The bill secures large blocks of public land for conservation, tribal participation, and water/infrastructure protection—improving habitat, scenery, and management clarity—while trading off restricted motorized access, limits on extractive development and local revenues, and added federal administrative burden and potential legal/enforcement frictions.
Residents, visitors, and wildlife on roughly 85,000+ acres (across multiple designated areas) will see long-term protection from development and extractive uses, preserving scenic, ecological, cultural, and wildlife habitat values.
Indigenous and tribal communities gain formal roles in management, can be named cooperating agencies, and can have Indigenous knowledge and cultural access incorporated into stewardship decisions.
Residents and visitors will experience reduced unauthorized motorized use and improved safety and recreation quality due to limits on motorized access, road decommissioning, and designated travel routes.
Local landowners, motorized recreation users, and some visitors will lose vehicle access or face restricted routes as undesignated roads are decommissioned and motorized use is limited, reducing access and some recreational uses.
Prospective miners, energy developers, and holders of some commercial permits face lost opportunities and local governments and taxpayers may see reduced lease/royalty revenue because lands are withdrawn from mining, leasing, and disposal.
Federal agencies and partner organizations will incur additional administrative workload and implementation costs (planning, surveys, appraisals, monitoring, stewardship agreements) that may require appropriations or reallocate agency resources.
Based on analysis of 5 sections of legislative text.
Designates the Caja del Rio NCA and SMA in New Mexico, limits new roads and motorized use, requires management/travel plans with tribal participation, and withdraws mapped lands from new mining/leasing/disposal.
Official title: To establish the Caja del Rio Special Management Area and Caja del Rio National Conservation Area in the State of New Mexico, and for other purposes.
Introduced April 30, 2026 by Teresa Leger Fernandez · Last progress April 30, 2026
Creates the Caja del Rio National Conservation Area (about 17,837 acres of BLM land) and the Caja del Rio Special Management Area (about 67,163 acres of Forest Service land) in New Mexico, directs federal management to conserve cultural, spiritual, scenic, ecological, wildlife habitat, and traditional values, and limits uses to those consistent with those purposes and tribal practices. It requires management and travel plans, restricts new road construction and motorized use (with limited exceptions), directs decommissioning of undesignated roads, authorizes ecological restoration and limited land acquisition, and withdraws mapped federal lands from new mining, leasing, and disposal. The law emphasizes tribal participation: consulting and including interested Indian Tribes as cooperating agencies, incorporating Indigenous knowledge on request, and protecting tribal access for traditional cultural, religious, and subsistence uses. It preserves valid existing rights and existing grazing where consistent with law and allows specific administrative, emergency, and tribal-use exceptions to access restrictions.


» **What to work on**
Work through the lines of the material below, note those with the word "region", and give their number, nothing else.

» **Excerpted records**
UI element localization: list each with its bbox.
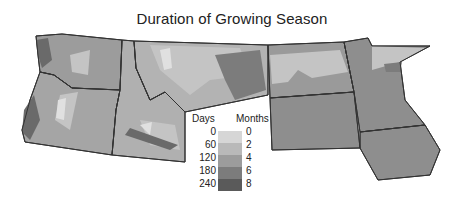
legend-months-label: 0 <box>246 126 252 137</box>
legend-months-label: 8 <box>246 178 252 189</box>
legend-days-label: 180 <box>199 165 216 176</box>
legend-months-header: Months <box>236 113 269 124</box>
legend-swatch-4 <box>218 179 242 191</box>
legend-days-label: 60 <box>205 139 216 150</box>
legend-swatch-1 <box>218 143 242 155</box>
legend-months-label: 4 <box>246 152 252 163</box>
legend-swatch-0 <box>218 131 242 143</box>
growing-season-map: Duration of Growing Season <box>0 0 464 224</box>
legend-days-label: 120 <box>199 152 216 163</box>
legend-days-label: 0 <box>210 126 216 137</box>
legend-swatch-3 <box>218 167 242 179</box>
legend-days-label: 240 <box>199 178 216 189</box>
legend-days-header: Days <box>192 113 215 124</box>
legend-months-label: 6 <box>246 165 252 176</box>
legend-swatch-2 <box>218 155 242 167</box>
region-south-dakota <box>270 92 360 150</box>
region-iowa <box>360 125 440 180</box>
legend: Days Months 0 60 120 180 240 0 2 4 6 8 <box>186 113 264 223</box>
legend-months-label: 2 <box>246 139 252 150</box>
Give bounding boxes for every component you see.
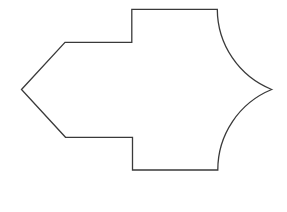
arrow-shape-outline <box>22 9 272 170</box>
diagram-canvas <box>0 0 287 212</box>
arrow-shape-diagram <box>0 0 287 212</box>
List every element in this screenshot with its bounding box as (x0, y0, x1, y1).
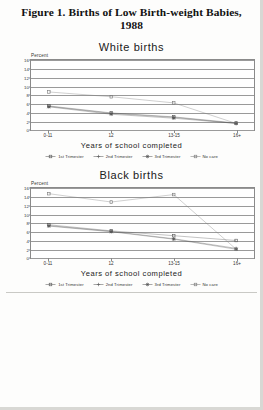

» **Output of the exercise**
2